Chennai, Oct 15: From Kabul they came, nine women, bearing tales, wounds and memories, veils wrapped around their heads. After a difficult two and a half decades, Afghanistan's women can leave their burkhas at home. These women belong to post-war Afghanistan, but they have lived, married and had their children during the Taliban regime. "It has been a tough life for us, before and during the war. The Taliban did not behave like humans, especially with us, women," says Sheerin, one of the nine women who are in the T.T. Ranganathan Clinical Research Foundation, Chennai, to undergo training as part of the Colombo Plan Drug Advisory Programme. "We could not do what we wanted, or wear what we wanted, could not speak, sing or dance.
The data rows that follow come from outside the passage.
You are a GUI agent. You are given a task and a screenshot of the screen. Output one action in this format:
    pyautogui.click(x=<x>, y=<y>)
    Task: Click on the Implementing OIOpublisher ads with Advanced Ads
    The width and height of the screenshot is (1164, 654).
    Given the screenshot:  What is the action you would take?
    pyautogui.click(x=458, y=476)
It was terrible," she adds.
It has been a while since the Taliban were ousted, but when she closes her eyes, in her mind, the images still live.
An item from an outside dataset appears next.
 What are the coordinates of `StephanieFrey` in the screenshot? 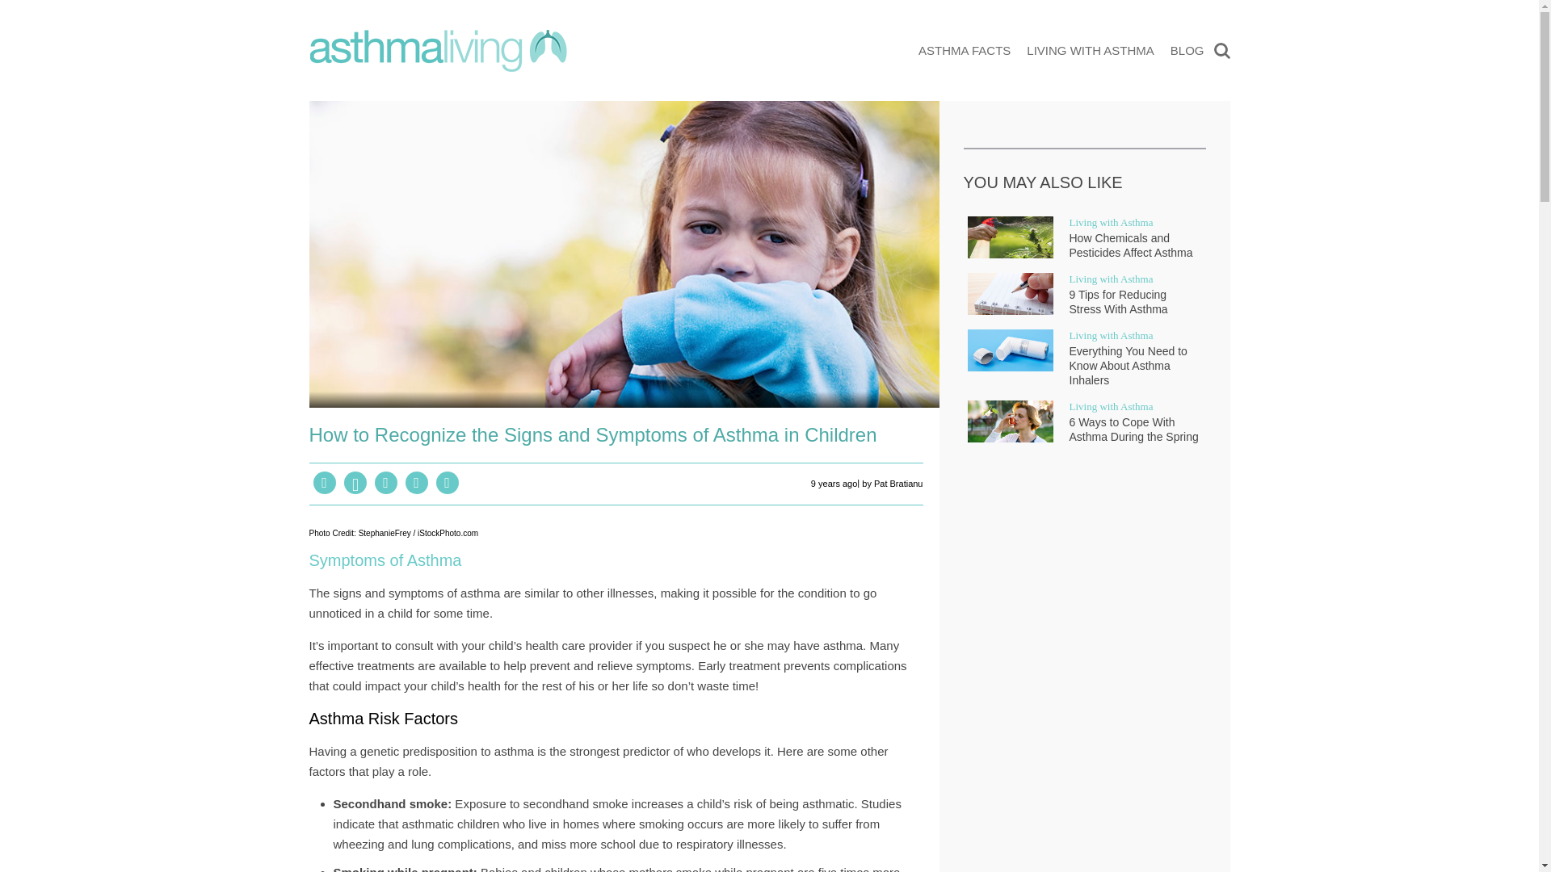 It's located at (384, 533).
The same is the case for Wasima, who continued to live in Kabul during the war. She was a teacher, who defying the Taliban, ran at her home a small school for girls — clandestinely, of course.
"Who are they to take education from us?" she asks in native Pharsi, her assertiveness evident not only in her words but also in the tone of her voice and the tilt of her face.
Perhaps because she is slightly older, Saleha Amieney's anger is of a tired sort. Perhaps it is so because what she has seen troubles her immensely. "I was a nurse in a hospital for the mentally ill. I would wear a burkha and go to the hospital every day, even during the war, to help women suffering from war trauma," she recalls. However, she does not tarry in the past, but quickly moves over to the present. "We are happy to be in India. We want to go back and do what you people are doing here now. We are learning a lot," she says.
Including English. The women think learning to speak one "international language" is very important, they believe that it will lead to development, even as they are getting used to a new feeling of hope. They nurture hopes today for a better Afghanistan, for one that will be "peaceful, progressive, as beautiful as India, maybe better". As the people of a nation that has just recovered from war, their only dreams seem to be for the nation.
What about individual dreams, then?
When Panwasha Samady, one of the younger people in the team says, "I want to be able to live forever in Afghanistan", the others nod quietly, but firmly, in affirmation. As if there is nothing they would like better.